Court of Appeal to hear DPP’s Lwakatare case application
The Court of Appeal is today set to hear the application by Director of Public Prosecutions (DPP), opposing nullification of terrorist charges against the Director of Defence and Security for Chama Cha Demokrasia na Maendeleo (Chadema) Wilfred Lwakatare and another accused.
In the application, the DPP is requesting the appellate court, the highest temple of justice in the country, to call for records of the High Court and quash the decision given by Judge Lawrence Kaduri on May 8, last year.
Wilfred Lwakatare
The DPP seeks further from the appeals court to examine records of the High Court for the purpose of satisfying itself as to correctness, legality or propriety of the ruling and orders made.
On May 8, last year, Judge Kaduri ruled that particulars of offences instituted against Lwakatare, who is charged alongside Joseph Ludovick, do not show elements of terrorism, as the law required.

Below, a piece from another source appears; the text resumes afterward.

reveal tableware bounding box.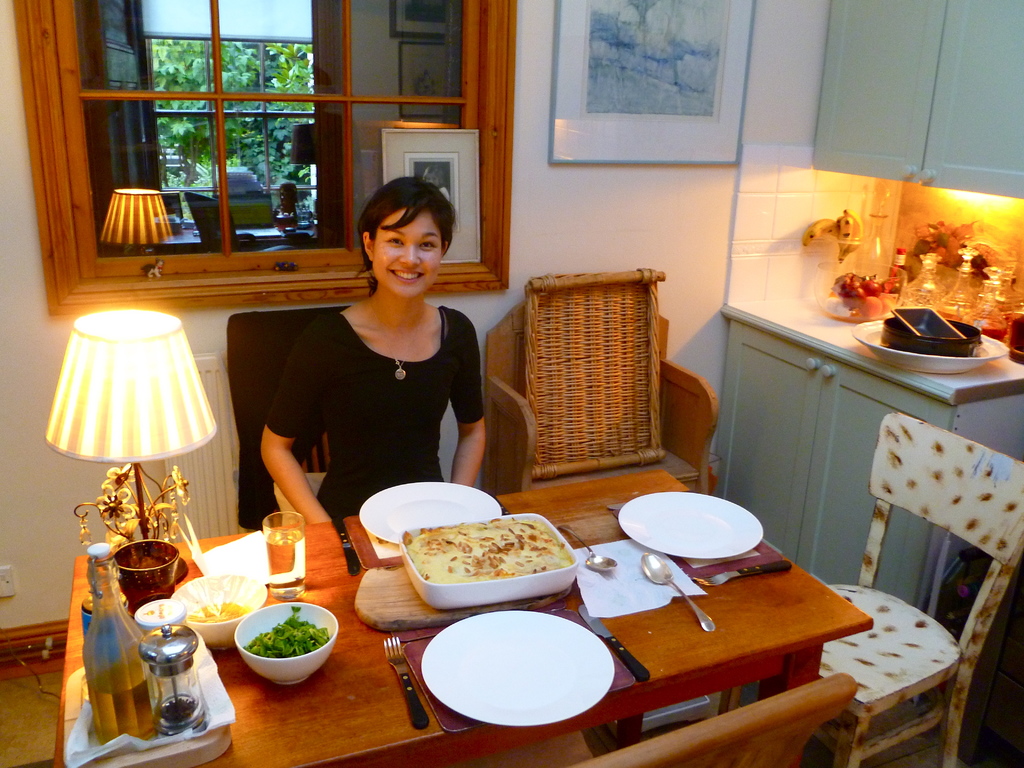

He explained that a charge that can set in motion the machinery of justice has to contain reasonable information as to the nature of the offence charged.
The judge held, therefore, that there was an error in framing the charges against the accused. “In order for the offences charged to be distinguishable from the Penal Code offences sufficient information to link the act with terrorist purpose should feature in the charge,” he had ruled.
Following such a decision, Lwakatare and Ludovick stood charged with only one count of conspiracy to commit an offence under the Penal Code for allegedly administering poison to Dennis Msack, the Managing Director of a private owned newspaper.
According to the prosecution, the two accused conspired on December 28, last year, at King’ong’o, Kimara Stop Over in Kinondoni District, in the city, to maliciously administer poison with intent to harm Mr Msacky.
The terrorist charges that were nullified include that of conspiracy to commit an offence, namely kidnapping, arranging and participating in a terrorist meeting and allowing a house to promote terrorism.
It was alleged by the prosecution that on December 28, 2012, at King’ong’o, Kimara Stop Over within the District and Municipality of Kinondoni in Dar es Salaam, jointly and together, Lwakatare and Ludovick conspired to commit an offence of kidnapping of Mr Msacky.
The prosecution charged further that on the same day and place in the city, the accused arranged and participated in a meeting, knowingly that the said meeting was concerned with an act of terrorism of kidnapping the editor of the private owned newspaper.